Janeen Brian was educated at Hopetoun School, Brighton (1952-53), Brighton Primary School (1954-60), and Brighton High School (1960-64), then trained as a teacher at Wattle Park Teachers' College (1965-66). She spent over twenty years teaching a variety of ages and subject areas, including as a junior primary and primary teacher, a teacher-librarian, a drama teacher, a language teacher to mature-age Indigenous Australian students, and a demonstration teacher for student teachers, before becoming a free-lance writer.
She was a member of Patch Theatre (the professional children's theatre) from 1980 to 1984, and in 1984 toured to the far north of SA to the Aboriginal settlements of Fregon, Amata, Ernabella and Indulkna, Alice Springs. As a member of "Amazing Holmes", she has taken part in dramatised readings of Conan Doyle's Sherlock Holmes stories, presented in restaurants and wineries. She has also worked for over twenty years on radio and television commercials. She spent 6 months writing and presenting comedy on Radio 5UV. In 1994-1995, she was a storyteller for Fairy Bay, a shop dealing with fairies and folklore.
As well as the creative writing listed on AustLit, she has written journal articles for a number of periodicals, and has written books for children on a variety of subjects including natural landforms, rescues and making masks. She has had stories, poems and plays published in Australia and the USA, and has written TV scripts for the children's show Here's Humphrey and a script for the Adelaide Women's & Children's Hospital. She has had poems read on Radio 5UV.
In 1987, she won an Ian Mudie Award for her article "The Dreaming Dying", and in 1991 "Dispossession" was Commended by the Casino Beef Week Promotions and Casino Writers' Group. Also in 1991 in the Coolum & Interstate Writers' Association, her "Emergency" was Highly Commended. In the Maryborough Writers' Group Golden Wattle Festival (1991), her short story "Spanish Queen" and her poem "Ward 5" were commended. "Ward 5'' came second in the Eaglehawk & Dahlia Festival Awards 1991. Her information book PILAWUK - When I Was Young won Honour Book in the Children's Book Council book awards for 1997, and was shortlisted in the Eve Pownall Award for Information Books. She won 1st prize in the Children's Story Section in 1997 for her story, "Pegasus". Her non-fiction books for children, Max Colwell and Maria Donato, were commended in Equal Opportunity Achievement Awards 1999 in recognition of the International Year of the Older Person. Her children's story "Small Frog, Balong" was Highly Commended in Midlands Literary Competition 1999, and her poem "Siren Rivers" was Highly Commended in the Gawler Poetry Competition 2000.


Work to complete ->
The word "pixels" marks the lines to find; copy every such line from the data below.
· · · ·
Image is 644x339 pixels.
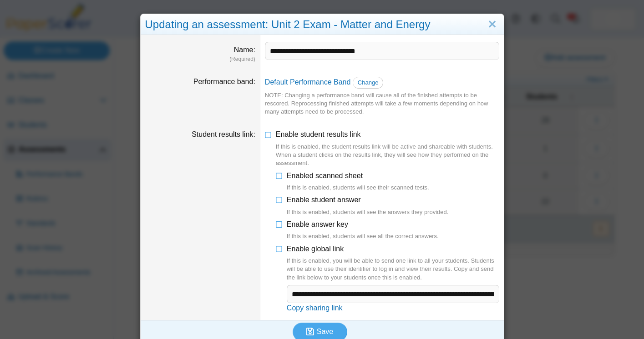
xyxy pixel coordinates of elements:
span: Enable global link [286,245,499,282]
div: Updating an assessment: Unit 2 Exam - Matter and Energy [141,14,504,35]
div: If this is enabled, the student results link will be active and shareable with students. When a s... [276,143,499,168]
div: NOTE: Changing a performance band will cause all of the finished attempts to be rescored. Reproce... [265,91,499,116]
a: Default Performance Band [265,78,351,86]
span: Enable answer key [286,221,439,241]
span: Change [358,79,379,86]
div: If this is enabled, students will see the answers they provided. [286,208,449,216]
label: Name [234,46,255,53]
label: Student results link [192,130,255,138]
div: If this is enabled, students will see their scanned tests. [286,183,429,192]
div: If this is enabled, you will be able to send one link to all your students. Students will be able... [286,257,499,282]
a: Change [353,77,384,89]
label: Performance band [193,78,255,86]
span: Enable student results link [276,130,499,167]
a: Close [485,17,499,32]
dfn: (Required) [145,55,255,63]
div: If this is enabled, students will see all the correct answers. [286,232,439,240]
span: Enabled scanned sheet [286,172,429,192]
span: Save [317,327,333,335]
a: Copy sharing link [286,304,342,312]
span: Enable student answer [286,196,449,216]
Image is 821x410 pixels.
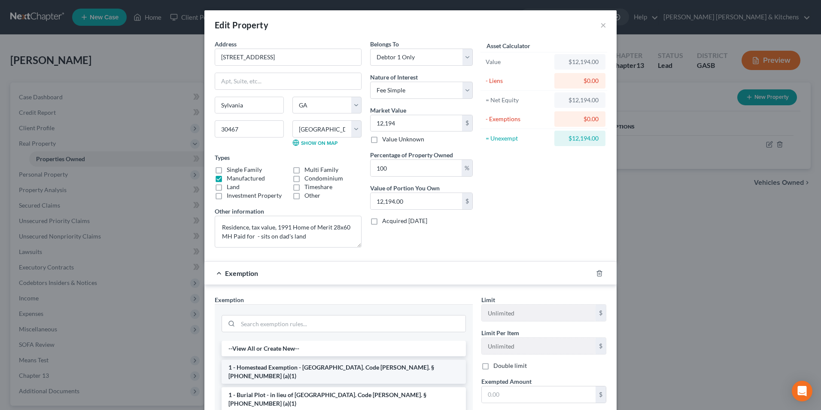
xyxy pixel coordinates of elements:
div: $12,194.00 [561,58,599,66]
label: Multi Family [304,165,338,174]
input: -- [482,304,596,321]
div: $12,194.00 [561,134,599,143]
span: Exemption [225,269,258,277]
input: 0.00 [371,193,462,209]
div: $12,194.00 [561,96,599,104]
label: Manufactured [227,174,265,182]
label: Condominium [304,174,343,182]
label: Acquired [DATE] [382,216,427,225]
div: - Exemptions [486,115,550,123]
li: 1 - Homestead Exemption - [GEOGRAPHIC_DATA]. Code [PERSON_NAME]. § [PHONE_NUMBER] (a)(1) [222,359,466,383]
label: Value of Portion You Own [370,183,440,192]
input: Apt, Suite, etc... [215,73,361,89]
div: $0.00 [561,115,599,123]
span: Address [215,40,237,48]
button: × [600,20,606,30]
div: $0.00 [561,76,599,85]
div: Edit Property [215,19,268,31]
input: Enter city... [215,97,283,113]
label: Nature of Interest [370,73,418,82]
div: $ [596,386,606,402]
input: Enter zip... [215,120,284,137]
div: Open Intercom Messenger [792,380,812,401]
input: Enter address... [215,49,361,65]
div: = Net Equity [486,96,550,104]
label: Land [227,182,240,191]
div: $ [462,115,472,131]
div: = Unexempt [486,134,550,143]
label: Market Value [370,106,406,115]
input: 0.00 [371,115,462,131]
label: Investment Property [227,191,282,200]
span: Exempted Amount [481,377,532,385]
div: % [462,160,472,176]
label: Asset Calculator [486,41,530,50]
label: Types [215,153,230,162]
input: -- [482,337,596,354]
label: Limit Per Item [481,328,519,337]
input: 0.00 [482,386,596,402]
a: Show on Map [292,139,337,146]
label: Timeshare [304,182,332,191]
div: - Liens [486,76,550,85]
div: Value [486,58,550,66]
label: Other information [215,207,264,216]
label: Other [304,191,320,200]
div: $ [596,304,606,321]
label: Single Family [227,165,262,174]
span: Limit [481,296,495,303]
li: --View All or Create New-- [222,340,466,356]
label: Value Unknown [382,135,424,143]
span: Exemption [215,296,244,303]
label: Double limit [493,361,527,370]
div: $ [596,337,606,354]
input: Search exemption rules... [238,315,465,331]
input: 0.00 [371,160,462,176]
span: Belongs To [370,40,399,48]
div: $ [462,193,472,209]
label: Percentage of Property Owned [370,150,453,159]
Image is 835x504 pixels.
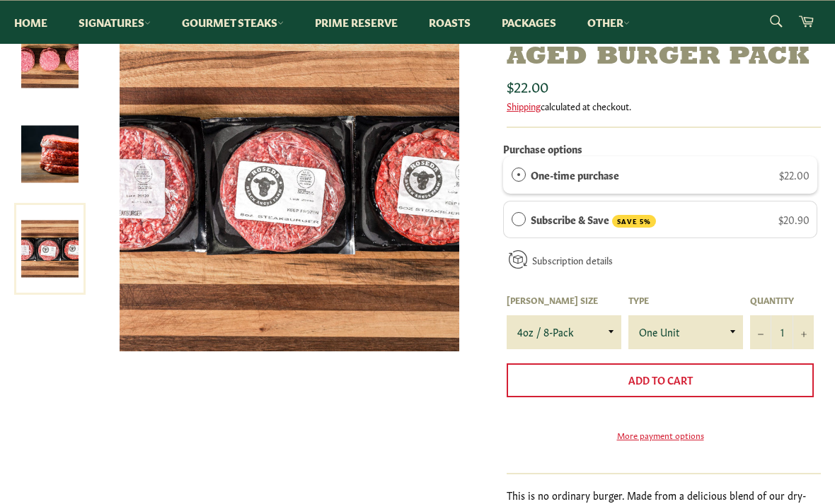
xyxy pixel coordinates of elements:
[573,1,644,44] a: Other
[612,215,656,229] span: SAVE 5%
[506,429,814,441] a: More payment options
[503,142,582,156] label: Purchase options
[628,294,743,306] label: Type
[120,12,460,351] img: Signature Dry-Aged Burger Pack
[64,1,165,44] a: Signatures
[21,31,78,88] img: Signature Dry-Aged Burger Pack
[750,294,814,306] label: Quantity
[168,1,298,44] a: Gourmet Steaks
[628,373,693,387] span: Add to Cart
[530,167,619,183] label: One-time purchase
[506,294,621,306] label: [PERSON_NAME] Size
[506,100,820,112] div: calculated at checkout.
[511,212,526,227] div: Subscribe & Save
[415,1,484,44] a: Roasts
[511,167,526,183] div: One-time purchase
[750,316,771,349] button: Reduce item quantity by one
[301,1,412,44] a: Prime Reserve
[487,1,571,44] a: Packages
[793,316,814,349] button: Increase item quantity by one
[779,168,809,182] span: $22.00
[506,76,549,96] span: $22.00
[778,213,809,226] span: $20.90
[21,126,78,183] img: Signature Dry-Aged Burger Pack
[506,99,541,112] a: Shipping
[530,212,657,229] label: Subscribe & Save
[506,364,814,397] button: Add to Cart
· · · ·
Result ->
Image is 644x339 pixels.
Image is 821x410 pixels.
Image is 835x504 pixels.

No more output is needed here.